Tilting her own head back, Blythe followed my gaze, but I got the sense she was looking at something specific rather than just taking in the house as a whole. “Did you think we were going to the Great Spell Outlet Mall or something?”

Bee was behind us now and she made a disbelieving sound. “Why would Saylor have left a spell
you
could sense?”

The corners of Blythe's mouth turned down, her dimples appearing. “Okay, maybe she didn't
technically
leave it for me, but for the Mage who came after her.”

“Which is Ryan,” I reminded her, and now it was Blythe's turn to make a disbelieving sound.

“I told you. That boy is fine as hell, don't get me wrong.” She glanced over at Bee. “Good on you for that, by the way.” Her eyes slid to me. “And you, too, I guess.” Shaking her head, she added, “Man, you guys really did want to make everything a thousand times more complicated than it had to be, didn't you?”

“Point, Blythe,” I said through gritted teeth, and she shrugged, hair bouncing.

“Point is, when it comes to Saylor's actual heir in terms of magic, that's me. She left a spell in this house and sent out a signal for another Mage to come find it. Did Pretty Boy sense anything like this?”

It felt disloyal to shake my head, but if Ryan had ever sensed anything like this, he sure hadn't mentioned it to me. And he clearly hadn't said anything to Bee, either, because she shook her head, too.

Satisfied, Blythe gave a little nod and turned back to the door.

“If you knew there was something here,” I asked, just as she
raised her hand to ring the doorbell, “why not go after it before? Why wait until now?”

Blythe threw a look at me over her shoulder. “I didn't pick up on it before. Saylor must have set it up so it could only be sensed if she were dead.”

That made sense. After Saylor died, Blythe had been held by the Ephors until Alexander died, too.

“And another thing,” she added, pressing the doorbell harder than necessary, “I wasn't sure this was something I wanted to go after on my own. Better two half-ass Paladins than no Paladins at all.”

I would've had a retort to that, but I could hear footsteps from inside and a cheerful male voice calling, “Coming!”

My mouth was dry when the door opened and a man with thick silver hair stood there in khaki shorts and a button-down shirt. Shoving his hands deep in his pockets, he looked at the three of us standing there on his doorstep with a bland smile. “Morning, ladies,” he said, his voice as smooth and southern as Saylor's had been.

“Good morning,” I said, feeling the need to take charge of this situation before Blythe could say anything. “We're . . . we're friends of Miss Saylor's,” I started, and the man's smile became something actually genuine.

“You don't say!” And then he leaned out, looking past us to the car in the driveway. “Is she with you?”

He didn't know.

The knowledge sat so heavily in my stomach I thought I might throw up.
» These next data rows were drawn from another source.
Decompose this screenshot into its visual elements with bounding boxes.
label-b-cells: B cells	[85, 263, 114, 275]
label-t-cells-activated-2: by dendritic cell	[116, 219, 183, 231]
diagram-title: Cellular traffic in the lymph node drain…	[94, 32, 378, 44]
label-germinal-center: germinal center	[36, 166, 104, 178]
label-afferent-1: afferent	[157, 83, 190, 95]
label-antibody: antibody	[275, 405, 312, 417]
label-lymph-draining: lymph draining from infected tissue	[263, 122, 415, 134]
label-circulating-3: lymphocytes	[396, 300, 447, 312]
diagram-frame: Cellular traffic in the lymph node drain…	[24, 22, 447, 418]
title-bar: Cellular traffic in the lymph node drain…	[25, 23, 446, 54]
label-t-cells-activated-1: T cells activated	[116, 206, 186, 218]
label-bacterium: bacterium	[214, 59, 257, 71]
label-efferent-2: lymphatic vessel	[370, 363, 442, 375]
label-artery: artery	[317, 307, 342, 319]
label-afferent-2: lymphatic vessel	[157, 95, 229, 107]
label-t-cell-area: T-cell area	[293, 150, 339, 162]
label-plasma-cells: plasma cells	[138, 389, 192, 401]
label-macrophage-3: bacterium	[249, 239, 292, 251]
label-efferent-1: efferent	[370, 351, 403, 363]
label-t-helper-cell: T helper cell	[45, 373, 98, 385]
When Saylor died, we'd done the best we could
covering it up for the rest of Pine Grove, but it had never occurred to me that there were other people waiting to hear from her, wondering what had happened to her.

What was wrong with me that I hadn't thought of that?

“Unfortunately no,” Blythe said, “but she'd asked us to stop by and say hello.”

Saylor's brother nodded, clearly disappointed, and then surprised me further by saying, “She said people might be coming by one of these days.”

He stepped back, sweeping one arm. “Why don't y'all come on in and let's have a chat.”